Monoclonal Antibodies
Monoclonal Antibody Production
Modern methods for producing MAbs are refinements of the original technique. Basically, the hybridoma technique enables scientists to inoculate crude antigen mixtures into mice and then select clones producing specific antibodies against a single cell surface antigen (Fig. 2-17). The process of producing MAbs takes 3 to 6 months.
ABO Blood Grouping (Forward Antigen Typing)
Principle
Anti-A | Anti-B | Blood Group |
Positive | Negative | A |
Negative | Positive | B |
Positive | Positive | AB |
Negative | Negative | O |
Refer to for the procedural protocol, sources of error, and clinical notes.
Chapter Highlights
• Foreign substances can be immunogenic if their membrane or molecular components contain structures (antigenic determinants or epitopes) recognized as foreign by the immune system. The normal immune system responds to foreignness by producing antibodies.

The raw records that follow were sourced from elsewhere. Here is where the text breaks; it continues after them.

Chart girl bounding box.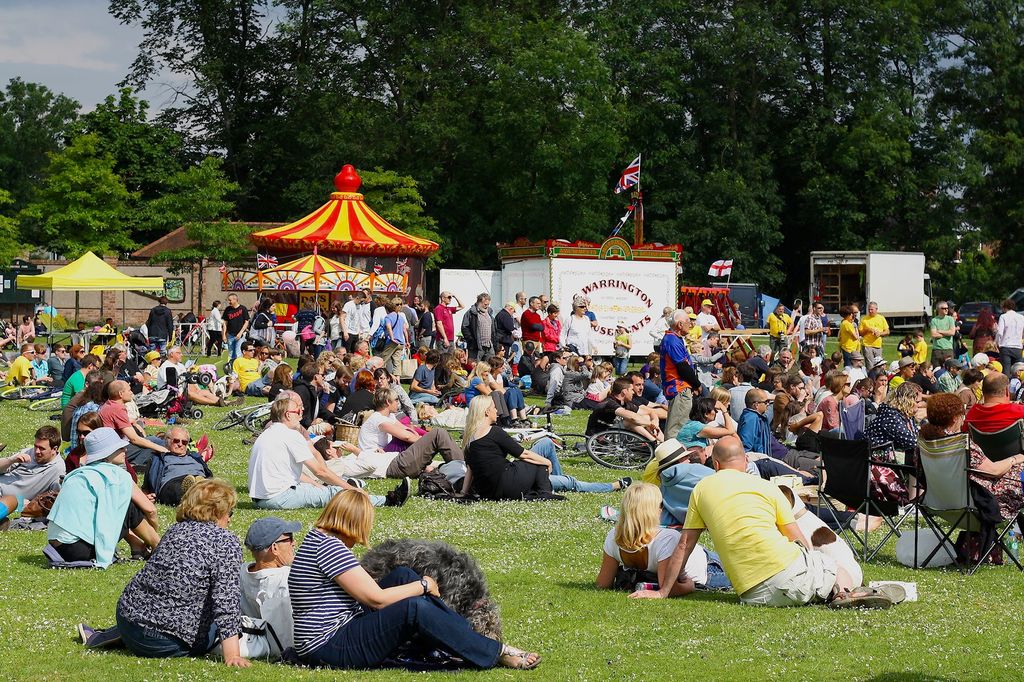
Charted: region(435, 360, 476, 397).
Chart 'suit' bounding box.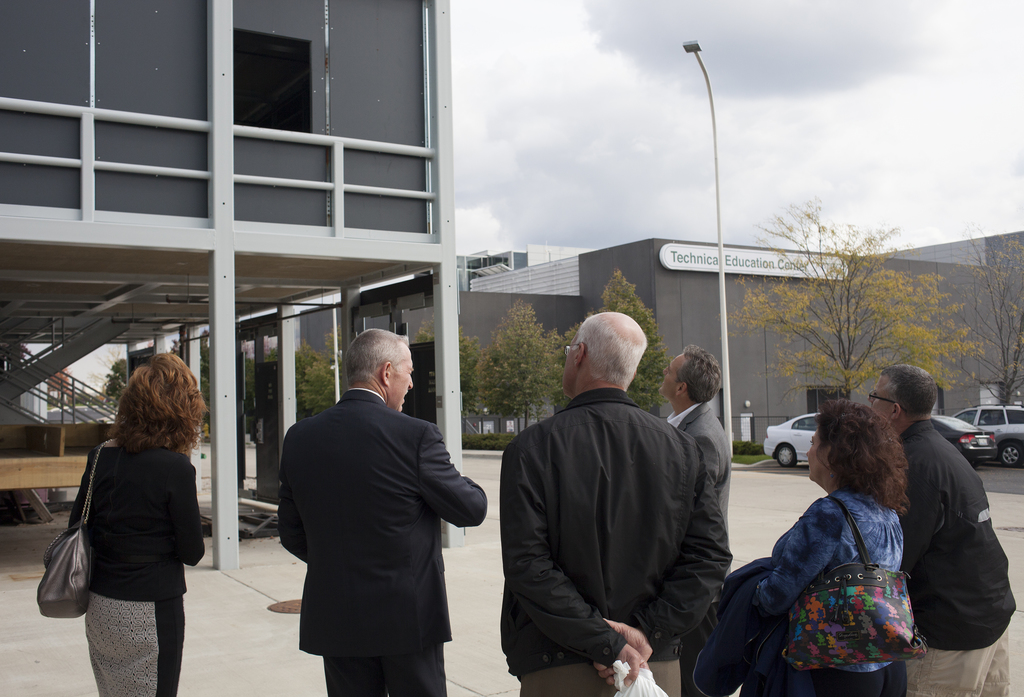
Charted: {"x1": 661, "y1": 403, "x2": 739, "y2": 610}.
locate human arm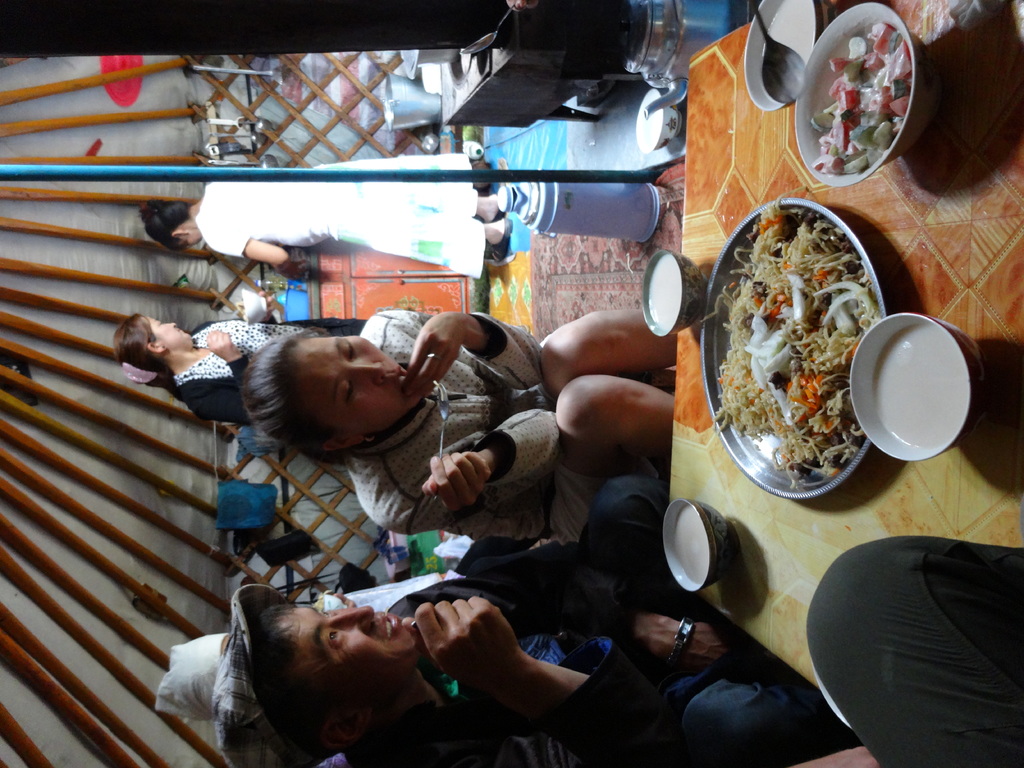
407,595,694,765
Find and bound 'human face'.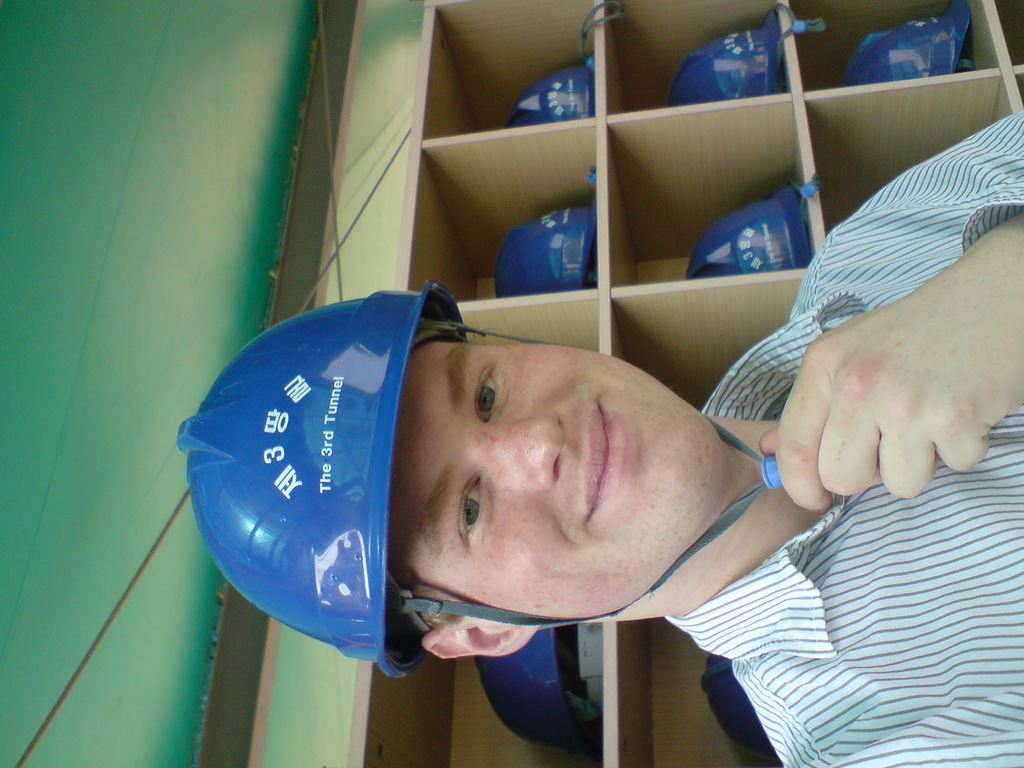
Bound: 385:340:723:616.
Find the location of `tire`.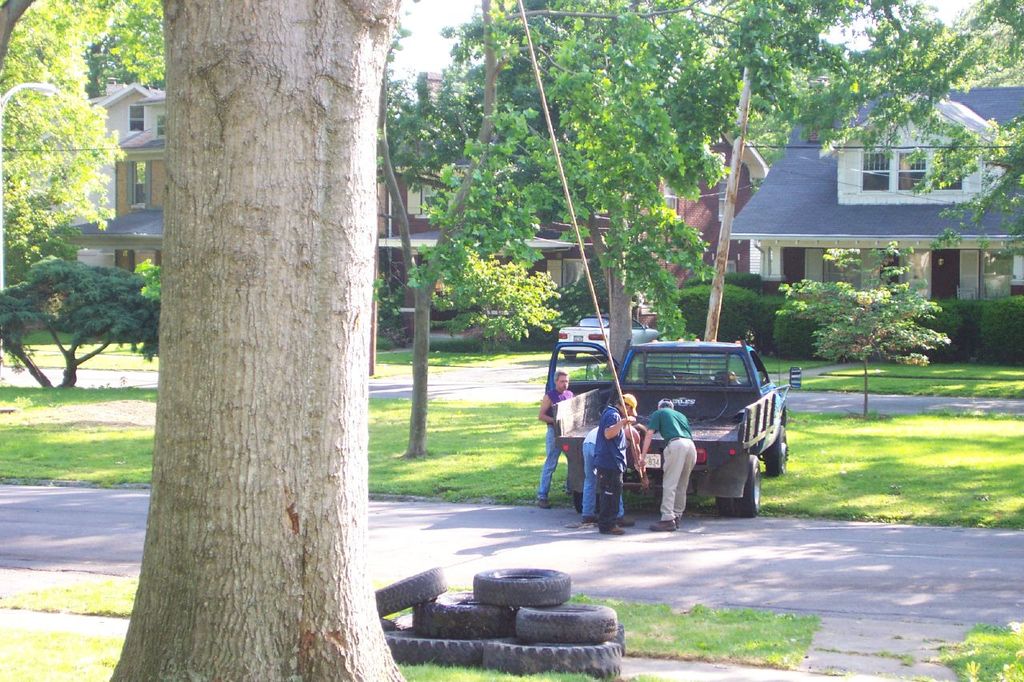
Location: 374 568 446 616.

• Cellular antigens of importance to immunologists include MHC groups and HLAs, autoantigens, and blood group antigens. Some of these antigens (e.g., MHC) are more potent than others in provoking an immune response.
• Antigens are usually large organic molecules that are proteins or polysaccharides. Although large foreign molecules are better antigens, haptens can bind to larger carrier molecules and behave like antigens.

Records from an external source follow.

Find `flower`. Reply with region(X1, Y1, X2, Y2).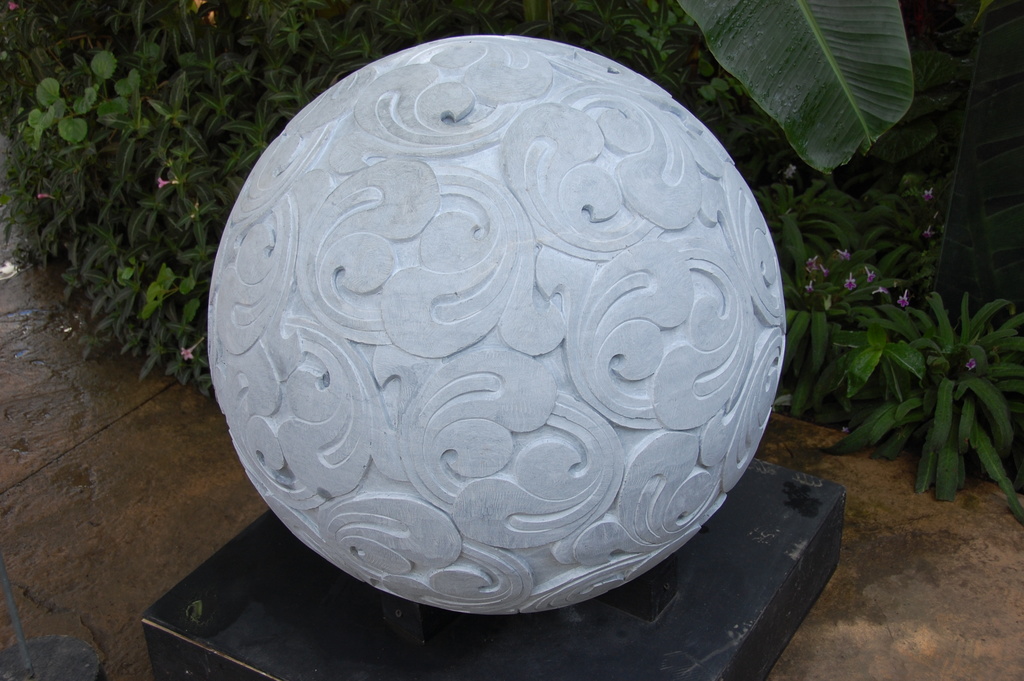
region(962, 357, 977, 372).
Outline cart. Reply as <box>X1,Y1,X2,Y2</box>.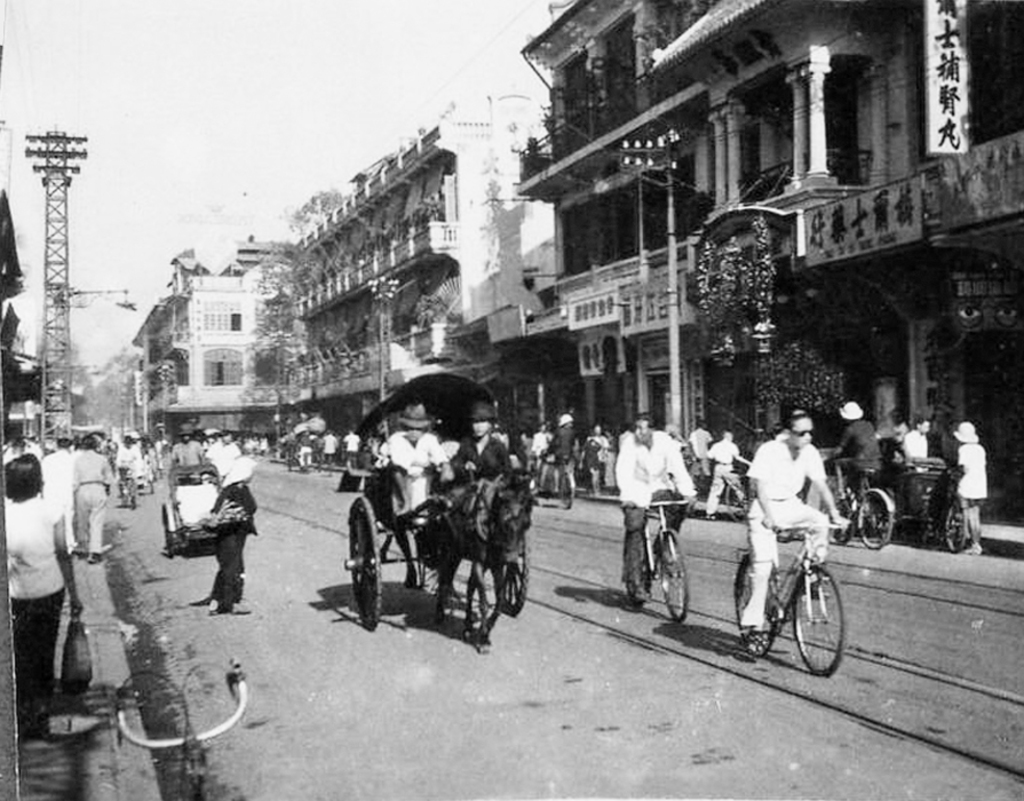
<box>881,457,971,554</box>.
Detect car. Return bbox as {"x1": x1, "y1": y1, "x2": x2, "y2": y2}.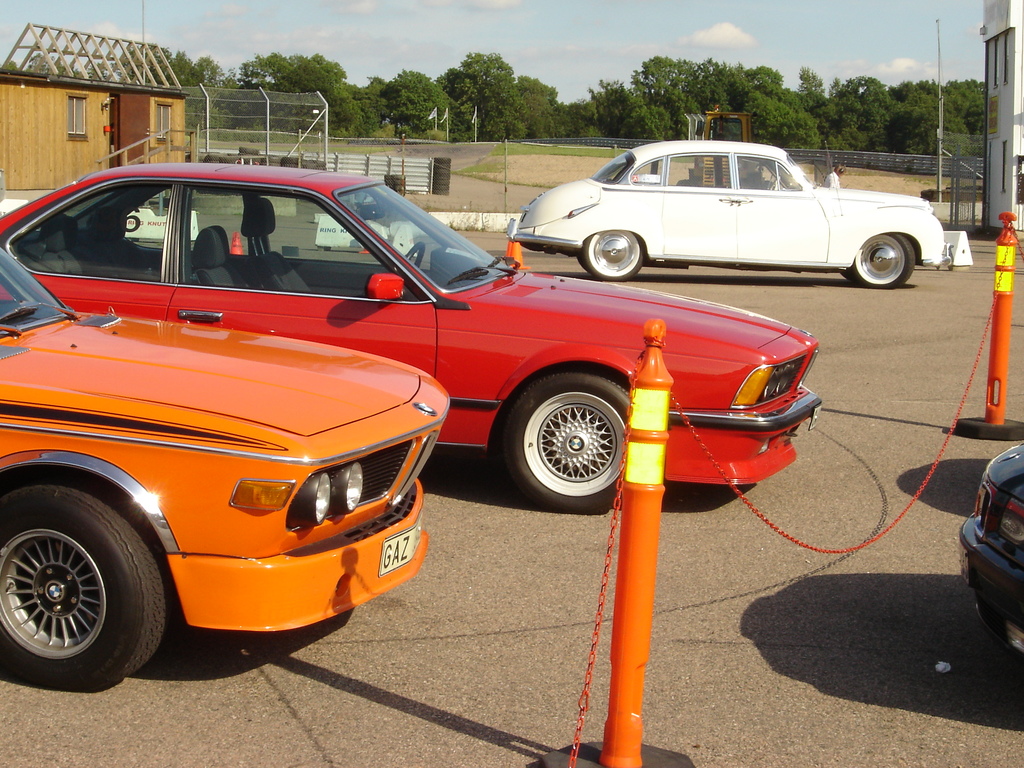
{"x1": 508, "y1": 140, "x2": 979, "y2": 278}.
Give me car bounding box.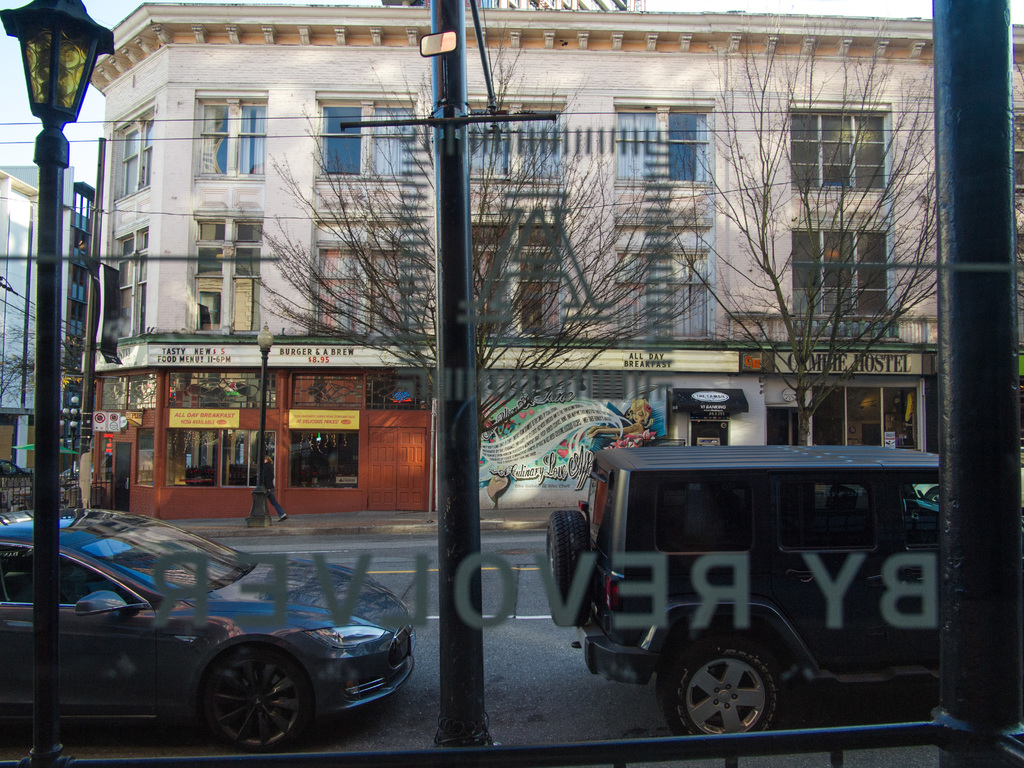
l=546, t=445, r=939, b=734.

• Antibodies that are specific proteins are known as immunoglobulins. Many antibodies can be isolated in the gamma globulin fraction of protein by electrophoretic separation. The primary function of an antibody in body defenses is to combine with antigen.

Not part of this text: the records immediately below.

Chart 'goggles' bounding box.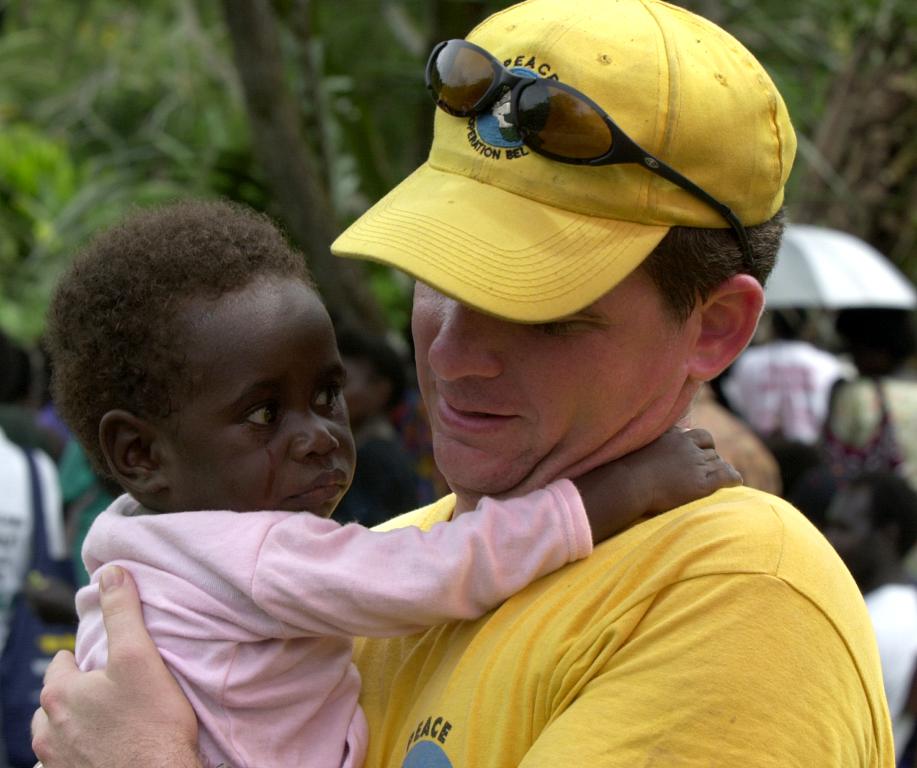
Charted: BBox(417, 41, 770, 288).
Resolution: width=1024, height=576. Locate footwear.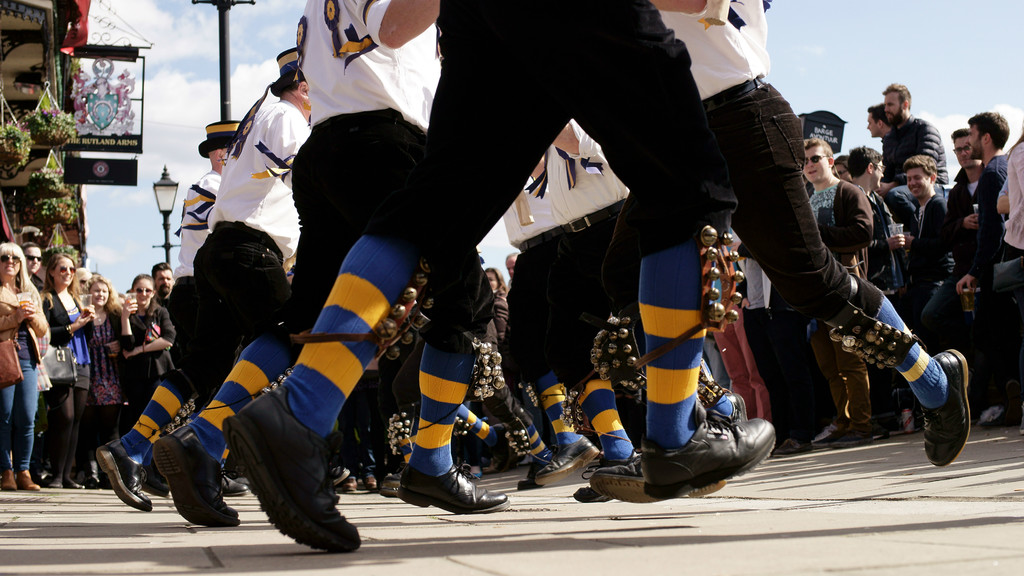
bbox=(812, 428, 836, 448).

• Five distinct classes of immunoglobulin molecules are recognized—IgM, IgG, IgA, IgD, and IgE. Antibodies exhibit diversity among the different classes, suggesting different functions in addition to their primary function of antigen binding.
• A typical monomeric IgG molecule consists of three globular regions (two Fab regions and Fc portion) linked by a flexible hinge region.
• An antigenic determinant is the specific chemical determinant group or molecular configuration against which the immune response is directed. Because they are proteins, immunoglobulins can function as effective antigens when used to immunize mammals of a different species. When the resulting antiimmunoglobulins or antiglobulins are analyzed, three principal categories of antigenic determinants can be recognized—isotype, allotype, and idiotype.
• Production of antibodies is induced when the host’s immune system comes into contact with a foreign antigenic substance and reacts to this antigenic stimulation. When an antigen is encountered initially, the cells of the immune system recognize the antigen as nonself and elicit an immune response or become tolerant of it. An immune reaction can be cell-mediated immunity (dependent on T cells and macrophages) or may involve the production of antibodies directed against the antigen.
• After a foreign antigen challenge, an IgM antibody response proceeds in four phases—lag, log, plateau, and decline. Subsequent exposure to the same antigenic stimulus produces an anamnestic (secondary) response, which exhibits the same four phases but differs from a primary response in time, type of antibody produced, and antibody titer.
• Specificity is the ability of a particular antibody to combine with one antigen instead of another.
• Affinity is the bonding strength between an antigenic determinant and antibody-combining site, whereas avidity is the strength with which a multivalent antibody binds a multivalent antigen.
• Agglutination and other tests (e.g., precipitation reactions, hemolysis testing, ELISA) are widely used in immunology to detect and measure the consequences of antigen-antibody interaction.
• Monoclonal antibodies (MAbs) are purified antibodies cloned from a single cell. MAbs bound to cell surface antigens now provide a method for classifying and identifying specific cellular membrane characteristics and leukocyte antigens.